Cameron’s enduring obsessions populate the story, however lame it may be, thanks to Assonitis. Since The Abyss in 1989, underwater photography, the claustrophobia inherent to submerged structures, and the mysteries of the deep have settled in the director’s output. The trend culminated with Titanic and Cameron’s subsequent documentaries Ghosts of the Abyss and Aliens of the Deep. He’s even noted that the sequel to Avatar, his second-biggest blockbuster ever’ will involve the underwater world of Pandora. The sequel also features a commentary about the dangerous intersection of government and science, evidenced in much of his work.
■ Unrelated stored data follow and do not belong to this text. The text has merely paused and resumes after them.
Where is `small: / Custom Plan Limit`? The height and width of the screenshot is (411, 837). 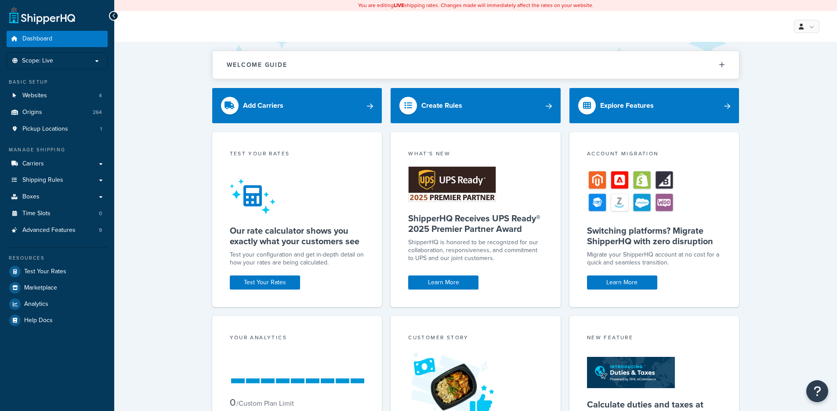
small: / Custom Plan Limit is located at coordinates (265, 403).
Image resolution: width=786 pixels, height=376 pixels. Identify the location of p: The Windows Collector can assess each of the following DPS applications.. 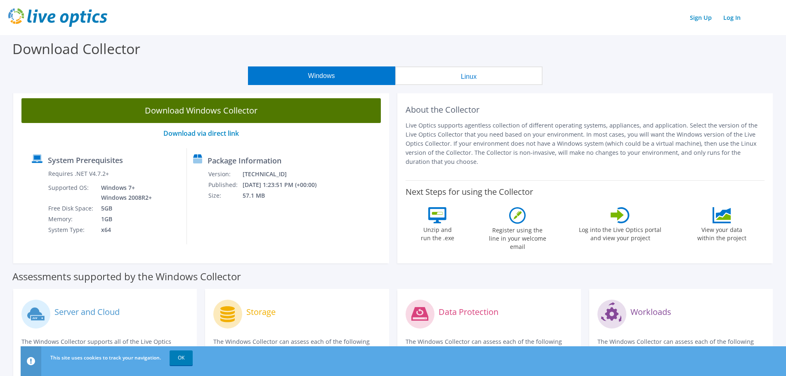
(489, 346).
So for Piranha II to contain these underwater themes hardly feels like a coincidence, and as much as Cameron doesn’t want to admit it, this first screen credit as a director shows the first evidence of his reoccurring themes as a filmmaker.

Cameron was right when he said that Piranha II stands as “the finest flying piranha movie ever made,” by default only, of course. Should another filmmaker attempt a horror movie with flying fish for its monsters, it’s hard to imagine the result being worse than this (SyFy Channel, do your worst). The movie reaches a level of awfulness that almost prevents recommending it even as an ironic viewing with friends; it deserves to be mocked, but it’s also mind-numbingly terrible and difficult to endure. Cameron’s career would go on to provide monumental blockbusters, one after another, so it’s one of the great historical ironies that the director of Titanic and Avatar would begin his directorial career (understanding that he can only be attributed to the final product in partial terms) on such a disastrous note.